The collective bargaining agreement between the NBA and the National Basketball Players Association stipulates that financial terms of player contracts cannot be disclosed to the media, but databases of player earnings are nevertheless available to fans on sites including ESPN.com and Basketball-Reference.com.

Figures ranging from what Bryant Reeves was paid for the 1999-00 season ($8,666,000) to how much the Chicago Bulls have committed to Jimmy Butler in 2018-19 ($18,690,000) are easy to find.

That kind of info helps fuel criticism of general managers and consternation about a team’s cap space—common elements of NBA coverage and discussions which encourage fan engagement with the league.

Loeliger said the NBL has taken into account that the public seems to want to know player salaries, but that wasn’t the motivation behind the disclosure policy.

“It was a by-product.
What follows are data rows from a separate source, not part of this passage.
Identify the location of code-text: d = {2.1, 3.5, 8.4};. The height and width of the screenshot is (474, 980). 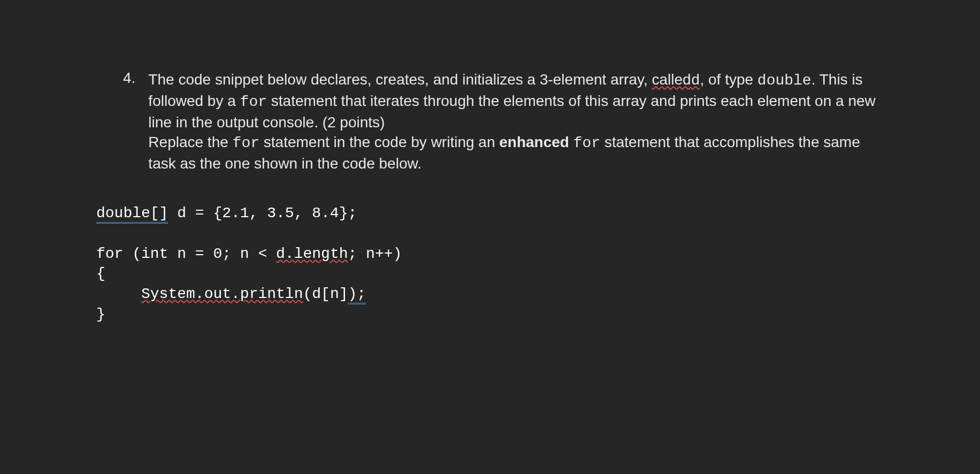
(262, 213). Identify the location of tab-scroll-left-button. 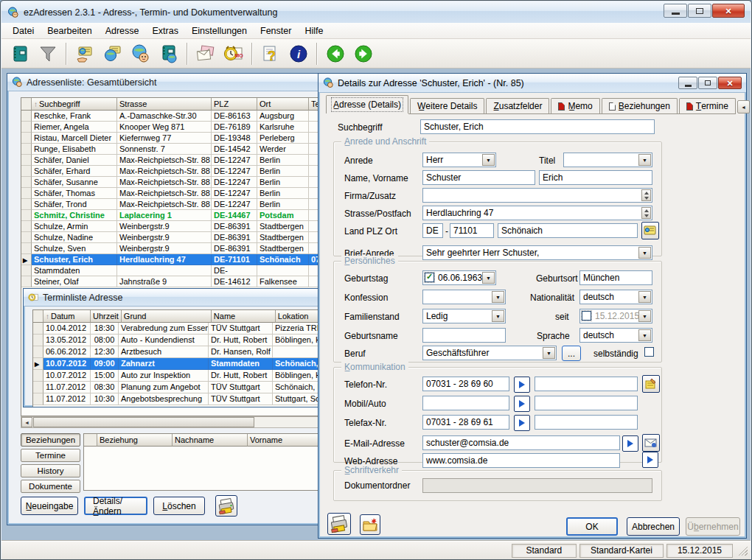
(743, 107).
We didn’t say, ‘Right, we want to disclose player salaries so that the fans have something else to talk about,’” he said.

“We just wanted to make sure that people were doing deals that they were comfortable doing in public.”

Withholding names means NBL followers won’t get that full NBA experience, but the players have a justification for identity ambiguity.

“Some of our players have raised some concerns about privacy information, about the potential of the information being used in a negative sense by some of the general public,” Holmes told Downtown earlier this month, before the policy details were final.

“There hasn’t been a bulk playing group saying that, but there has been some individual concerns raised, and I think they’re very warranted.”

Concerns are understandable because, in addition to any “it’s none of your business” arguments, providing fans and media with the knowledge of a player’s salary invites mocking and resentment should that player falter—a downside to a more engaged and informed public. And then there are the unwanted nightclub companions Andrew Bogut alluded to in a 2014 interview.

The salary figures displayed won’t include the permitted playoff bonuses for players—effectively 3.5 percent for making the semi-final and another 3.5 percent for making the grand final. “Other than that, essentially everything is in,” Loeliger said of what counts towards the publicly disclosed dollar amount.

The salary information will be available on a website just prior to or upon the beginning of the 2016-17 season.

That’s when fans will get to see what players are earning, just with a chunk of anonymity that wasn’t afforded to Bryant Reeves.